State Machine is a library for managing a finite set of states, and moving between them via actions and transitions.
From its intuitive configuration through its powerful event-based architecture and rich API, State Machine makes it easy to describe and manage interaction with complex state-dependent systems like components, multi-step forms, purchase funnels, visualisations or games.
State Machine has been designed from the outset to feel intuitive and fun to use:
- Easily-configurable via JavaScript config or instance methods
- DSL for shorthand transition and handler assignment
- Add and remove states and actions on the fly
- Pause, resume, cancel or end transitions at any point
- Handle system, state, action and transition events
- Rich API and system introspection
- Object-oriented architecture, fully-inspectable in DevTools
View the live demo at:
To run / tinker with the demo locally, see the Development section.
State Machine can be used directly in the browser, or in a Browserify, Node or ES6 project.
Install via NPM using:
npm install state-machine
Note: If you are expecting the package wheeyls/stateMachine it has now been deprecated.
To continue to use that package in your project, ensure you use the version 0.3.0
in your package.json
.
View the documentation at:
Clone the repo using:
git clone https://github.com/davestewart/javascript-state-machine
The following NPM tasks are available, via npm run <task>
:
dev
- compile and watch the source tostate-machine.js
build
- compile the source tostate-machine.min.js
demo
- compile, watch and copy the development build todemo/
and serve demo files athttp://localhost:8888
test
- run all tests
To run a single or set of tests, use the following syntax:
npm run test -- --grep="<filename>"
Inspired by @jakesgordon's JavaScript State Machine.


— Aim of the task —
Return all of the entries exactly as written.
─── Data ───
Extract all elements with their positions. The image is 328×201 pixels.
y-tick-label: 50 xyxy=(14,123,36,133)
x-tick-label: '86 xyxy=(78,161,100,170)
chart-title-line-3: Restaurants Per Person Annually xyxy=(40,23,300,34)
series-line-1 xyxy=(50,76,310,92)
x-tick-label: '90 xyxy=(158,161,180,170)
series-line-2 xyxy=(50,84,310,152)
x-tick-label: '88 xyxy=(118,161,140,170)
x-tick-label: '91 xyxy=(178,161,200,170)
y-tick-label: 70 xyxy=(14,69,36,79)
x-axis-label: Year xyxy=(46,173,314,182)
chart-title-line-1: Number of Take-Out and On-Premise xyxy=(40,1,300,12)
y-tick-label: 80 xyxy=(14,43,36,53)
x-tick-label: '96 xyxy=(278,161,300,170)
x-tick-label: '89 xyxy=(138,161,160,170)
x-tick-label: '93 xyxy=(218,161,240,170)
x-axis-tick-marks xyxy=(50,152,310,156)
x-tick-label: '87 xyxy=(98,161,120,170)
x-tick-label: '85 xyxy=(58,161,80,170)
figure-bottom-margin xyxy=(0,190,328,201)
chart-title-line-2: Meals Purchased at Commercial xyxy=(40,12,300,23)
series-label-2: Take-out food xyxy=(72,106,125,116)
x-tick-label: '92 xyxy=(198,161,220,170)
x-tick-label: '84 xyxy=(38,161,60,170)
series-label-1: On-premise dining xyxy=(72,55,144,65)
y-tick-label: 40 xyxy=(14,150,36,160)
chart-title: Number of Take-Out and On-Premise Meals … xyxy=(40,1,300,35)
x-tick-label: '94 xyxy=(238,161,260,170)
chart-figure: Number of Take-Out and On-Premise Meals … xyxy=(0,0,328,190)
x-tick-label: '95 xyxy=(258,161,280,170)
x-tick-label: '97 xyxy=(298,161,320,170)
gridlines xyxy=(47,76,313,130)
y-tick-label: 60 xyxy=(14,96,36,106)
───
— Exercise result —
Extract all elements with their positions. The image is 328×201 pixels.
y-tick-label: 50 xyxy=(14,123,36,133)
x-tick-label: '86 xyxy=(78,161,100,170)
chart-title-line-3: Restaurants Per Person Annually xyxy=(40,23,300,34)
series-line-1 xyxy=(50,76,310,92)
x-tick-label: '90 xyxy=(158,161,180,170)
series-line-2 xyxy=(50,84,310,152)
x-tick-label: '88 xyxy=(118,161,140,170)
x-tick-label: '91 xyxy=(178,161,200,170)
y-tick-label: 70 xyxy=(14,69,36,79)
x-axis-label: Year xyxy=(46,173,314,182)
chart-title-line-1: Number of Take-Out and On-Premise xyxy=(40,1,300,12)
y-tick-label: 80 xyxy=(14,43,36,53)
x-tick-label: '96 xyxy=(278,161,300,170)
x-tick-label: '89 xyxy=(138,161,160,170)
x-tick-label: '93 xyxy=(218,161,240,170)
x-axis-tick-marks xyxy=(50,152,310,156)
x-tick-label: '87 xyxy=(98,161,120,170)
x-tick-label: '85 xyxy=(58,161,80,170)
figure-bottom-margin xyxy=(0,190,328,201)
chart-title-line-2: Meals Purchased at Commercial xyxy=(40,12,300,23)
series-label-2: Take-out food xyxy=(72,106,125,116)
x-tick-label: '92 xyxy=(198,161,220,170)
x-tick-label: '84 xyxy=(38,161,60,170)
series-label-1: On-premise dining xyxy=(72,55,144,65)
y-tick-label: 40 xyxy=(14,150,36,160)
chart-title: Number of Take-Out and On-Premise Meals … xyxy=(40,1,300,35)
x-tick-label: '94 xyxy=(238,161,260,170)
chart-figure: Number of Take-Out and On-Premise Meals … xyxy=(0,0,328,190)
x-tick-label: '95 xyxy=(258,161,280,170)
x-tick-label: '97 xyxy=(298,161,320,170)
gridlines xyxy=(47,76,313,130)
y-tick-label: 60 xyxy=(14,96,36,106)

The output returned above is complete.